Books concerned with the ways in which the mind can hold sway over the workings of the body have become very popular in the last 10 years. Paul Martin’s
The Sickening Mind (1) was a good example of its type, and Melmed’s book arrived in the same week that I was asked to review a volume called
Stress and the Heart for the
British Medical Journal (2).
This interest may reflect an increased awareness of mind-body interactions in medicine, although my attempts to acquire a copy of the journal Advances in Mind-Body Medicine have so far failed. In our hospital library (a large university teaching establishment), copies of Time and The Economist are easier to come by than Advances in Mind-Body Medicine.
In Mind, Body, and Medicine, Melmed describes the ways in which stressors challenge the physical and psychological health of the individual. There are additional chapters on chronic fatigue and chronic pain as well as visceral pain syndromes and panic disorder and pragmatic advice about management of these disorders.
The strengths of this book lie in Melmed’s accounts of mind-body interactions from a physiological viewpoint, and the most interesting chapters are those in which he describes the pathophysiological mechanisms involved in psychosomatic illnesses. Melmed is not only a practicing clinician but also the head of a unit for behavioral medicine, and so he is uniquely suited to write about mind-body interactions of this sort. He is also aware of the importance of the doctor-patient interaction and how this may affect the outcome of a variety of medical disorders. Of course he is right in emphasizing that the assessment can influence the ways in which an illness evolves: he cites Engel’s statement in 1986 that the lack of adequate knowledge of human behavior among physicians compromises their effectiveness as clinicians.
The book is well written and well referenced and includes useful chapters on behavioral management of diverse disorders, with practical accounts of relaxation procedures in stressed states; Melmed is well aware of (and endorses) the use of cognitive behavior therapy as a powerful therapeutic tool in the medical context. He is right to do this because recent reviews carried out in the United States and the United Kingdom have emphasized the importance of cognitive behavior therapy in such disorders as chronic fatigue syndrome and chronic widespread pain (fibromyalgia).
Melmed is also concerned with restoring to patients a sense of control in an attempt to help diminish the intensity and frequency of distressing symptoms. This is in keeping with the current articles on patient empowerment, although most U.K. clinicians prefer the term “self-management.” Melmed cites the growing popularity of alternative medicine in the West as an expression of the need for patients to exert some control over particular treatment options, even if these treatments are demonstrably ineffective (as is the case for many alternative treatments used in patients with cancer). The patients who use these treatments seem less bothered that these treatments lack an evidence base than those who prescribe them. This is a major challenge for modern “evidence-based” medicine.
Because psychosomatic problems in clinical practice fall squarely in the arena of general medicine and its subspecialties, this book should be read primarily by general physicians, but it will also be of interest to psychiatrists and primary care physicians. Melmed rightly bemoans the “stilted, uneasy, inhibited relationship that characterizes the interaction of psychiatry with the rest of the medical profession” but sensibly declines to explore the historical origins of this unfortunate development. Surely radical changes must take place in the training of our physicians (or lack of it) before we can become as adept at understanding and managing the psychological aspects of medical practice outlined by Melmed in this humane and stimulating book.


• Your instructions: Once the pictures are set aside, reproduce the entries below exactly.

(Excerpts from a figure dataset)
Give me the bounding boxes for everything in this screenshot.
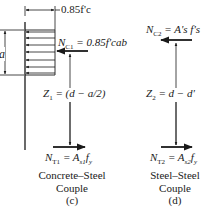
z1-expression: = (d − a/2) [55,87,105,99]
caption-c-line1: Concrete–Steel [22,169,122,182]
stress-label: 0.85f'c [61,4,91,15]
nc2-subscript: C2 [153,30,161,38]
nc1-expression: = 0.85f'cab [76,36,127,48]
depth-label-text: a [0,47,5,61]
z2-subscript: 2 [152,94,156,102]
nt1-y-subscript: y [89,158,92,166]
nt2-expression: = A [168,151,185,163]
nt2-subscript: T2 [157,158,165,166]
z1-subscript: 1 [49,94,53,102]
depth-label: a [0,47,5,61]
compression-force-label-c: NC1 = 0.85f'cab [58,37,127,51]
stress-width-dimension [25,6,60,30]
z2-expression: = d − d' [158,87,194,99]
tension-force-label-d: NT2 = As2fy [150,152,197,166]
lever-arm-label-c: Z1 = (d − a/2) [43,88,105,102]
stress-label-text: 0.85f'c [61,3,91,15]
concrete-steel-couple-diagram: 0.85f'c a NC1 = 0.85f'cab Z1 = (d − a/2)… [0,0,206,207]
caption-c-line2: Couple [22,182,122,195]
nt2-y-subscript: y [194,158,197,166]
nt1-subscript: T1 [52,158,60,166]
caption-d-tag: (d) [140,194,206,207]
caption-c: Concrete–Steel Couple (c) [22,169,122,207]
compression-force-label-d: NC2 = A's f's [146,24,200,38]
caption-c-tag: (c) [22,194,122,207]
stress-arrows [26,32,55,73]
caption-d-line2: Couple [140,182,206,195]
nc2-expression: = A's f's [164,23,200,35]
tension-force-label-c: NT1 = As1fy [45,152,92,166]
nt1-expression: = A [63,151,80,163]
lever-arm-label-d: Z2 = d − d' [146,88,195,102]
caption-d: Steel–Steel Couple (d) [140,169,206,207]
nc1-subscript: C1 [65,43,73,51]
stress-block [25,30,55,75]
caption-d-line1: Steel–Steel [140,169,206,182]
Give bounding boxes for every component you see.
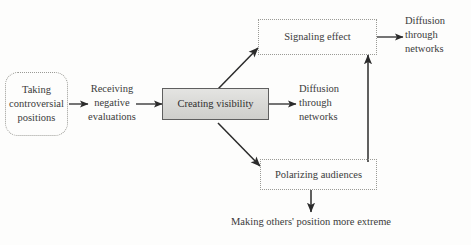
connector-creating-to-signaling (218, 48, 258, 89)
node-taking-controversial-positions[interactable]: Taking controversial positions (5, 72, 68, 136)
label-diffusion-middle-line3: networks (299, 110, 361, 124)
label-making-others-position-more-extreme: Making others' position more extreme (231, 215, 391, 229)
node-taking-line1: Taking (9, 83, 64, 97)
label-diffusion-top-line1: Diffusion (405, 14, 467, 28)
node-receiving-line2: negative (86, 96, 138, 110)
node-creating-visibility[interactable]: Creating visibility (162, 88, 269, 120)
connector-layer (0, 0, 471, 245)
label-diffusion-through-networks-middle: Diffusion through networks (299, 82, 361, 124)
node-receiving-negative-evaluations: Receiving negative evaluations (86, 82, 138, 124)
connector-creating-to-polarizing (218, 123, 260, 166)
node-polarizing-audiences-label: Polarizing audiences (275, 168, 362, 182)
node-receiving-line3: evaluations (86, 110, 138, 124)
label-diffusion-middle-line2: through (299, 96, 361, 110)
node-signaling-effect[interactable]: Signaling effect (258, 19, 377, 55)
node-signaling-effect-label: Signaling effect (284, 30, 351, 44)
diagram-canvas: Taking controversial positions Receiving… (0, 0, 471, 245)
node-taking-line3: positions (9, 111, 64, 125)
node-receiving-line1: Receiving (86, 82, 138, 96)
node-taking-line2: controversial (9, 97, 64, 111)
node-creating-visibility-label: Creating visibility (177, 97, 253, 111)
label-diffusion-middle-line1: Diffusion (299, 82, 361, 96)
label-making-others-line1: Making others' position more extreme (231, 215, 391, 229)
node-polarizing-audiences[interactable]: Polarizing audiences (260, 159, 377, 190)
label-diffusion-top-line3: networks (405, 42, 467, 56)
label-diffusion-through-networks-top: Diffusion through networks (405, 14, 467, 56)
label-diffusion-top-line2: through (405, 28, 467, 42)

• Response to the task:
Give me the bounding boxes for everything in this screenshot.
z1-expression: = (d − a/2) [55,87,105,99]
caption-c-line1: Concrete–Steel [22,169,122,182]
stress-label: 0.85f'c [61,4,91,15]
nc2-subscript: C2 [153,30,161,38]
nc1-expression: = 0.85f'cab [76,36,127,48]
depth-label-text: a [0,47,5,61]
z2-subscript: 2 [152,94,156,102]
nt1-y-subscript: y [89,158,92,166]
nt2-expression: = A [168,151,185,163]
nt2-subscript: T2 [157,158,165,166]
z1-subscript: 1 [49,94,53,102]
depth-label: a [0,47,5,61]
compression-force-label-c: NC1 = 0.85f'cab [58,37,127,51]
stress-width-dimension [25,6,60,30]
z2-expression: = d − d' [158,87,194,99]
tension-force-label-d: NT2 = As2fy [150,152,197,166]
lever-arm-label-c: Z1 = (d − a/2) [43,88,105,102]
stress-label-text: 0.85f'c [61,3,91,15]
concrete-steel-couple-diagram: 0.85f'c a NC1 = 0.85f'cab Z1 = (d − a/2)… [0,0,206,207]
caption-c-line2: Couple [22,182,122,195]
nt2-y-subscript: y [194,158,197,166]
nt1-subscript: T1 [52,158,60,166]
caption-d-tag: (d) [140,194,206,207]
caption-c: Concrete–Steel Couple (c) [22,169,122,207]
compression-force-label-d: NC2 = A's f's [146,24,200,38]
caption-c-tag: (c) [22,194,122,207]
stress-arrows [26,32,55,73]
caption-d-line2: Couple [140,182,206,195]
nc2-expression: = A's f's [164,23,200,35]
tension-force-label-c: NT1 = As1fy [45,152,92,166]
nt1-expression: = A [63,151,80,163]
lever-arm-label-d: Z2 = d − d' [146,88,195,102]
caption-d: Steel–Steel Couple (d) [140,169,206,207]
nc1-subscript: C1 [65,43,73,51]
stress-block [25,30,55,75]
caption-d-line1: Steel–Steel [140,169,206,182]
Give bounding boxes for every component you see.
connector-creating-to-signaling (218, 48, 258, 89)
node-taking-controversial-positions[interactable]: Taking controversial positions (5, 72, 68, 136)
label-diffusion-middle-line3: networks (299, 110, 361, 124)
label-making-others-position-more-extreme: Making others' position more extreme (231, 215, 391, 229)
node-taking-line1: Taking (9, 83, 64, 97)
label-diffusion-top-line1: Diffusion (405, 14, 467, 28)
node-receiving-line2: negative (86, 96, 138, 110)
node-creating-visibility[interactable]: Creating visibility (162, 88, 269, 120)
connector-layer (0, 0, 471, 245)
label-diffusion-through-networks-middle: Diffusion through networks (299, 82, 361, 124)
node-receiving-negative-evaluations: Receiving negative evaluations (86, 82, 138, 124)
connector-creating-to-polarizing (218, 123, 260, 166)
node-polarizing-audiences-label: Polarizing audiences (275, 168, 362, 182)
node-receiving-line3: evaluations (86, 110, 138, 124)
label-diffusion-middle-line2: through (299, 96, 361, 110)
node-signaling-effect[interactable]: Signaling effect (258, 19, 377, 55)
node-signaling-effect-label: Signaling effect (284, 30, 351, 44)
diagram-canvas: Taking controversial positions Receiving… (0, 0, 471, 245)
node-taking-line3: positions (9, 111, 64, 125)
node-receiving-line1: Receiving (86, 82, 138, 96)
node-taking-line2: controversial (9, 97, 64, 111)
node-creating-visibility-label: Creating visibility (177, 97, 253, 111)
label-diffusion-middle-line1: Diffusion (299, 82, 361, 96)
label-making-others-line1: Making others' position more extreme (231, 215, 391, 229)
node-polarizing-audiences[interactable]: Polarizing audiences (260, 159, 377, 190)
label-diffusion-top-line3: networks (405, 42, 467, 56)
label-diffusion-through-networks-top: Diffusion through networks (405, 14, 467, 56)
label-diffusion-top-line2: through (405, 28, 467, 42)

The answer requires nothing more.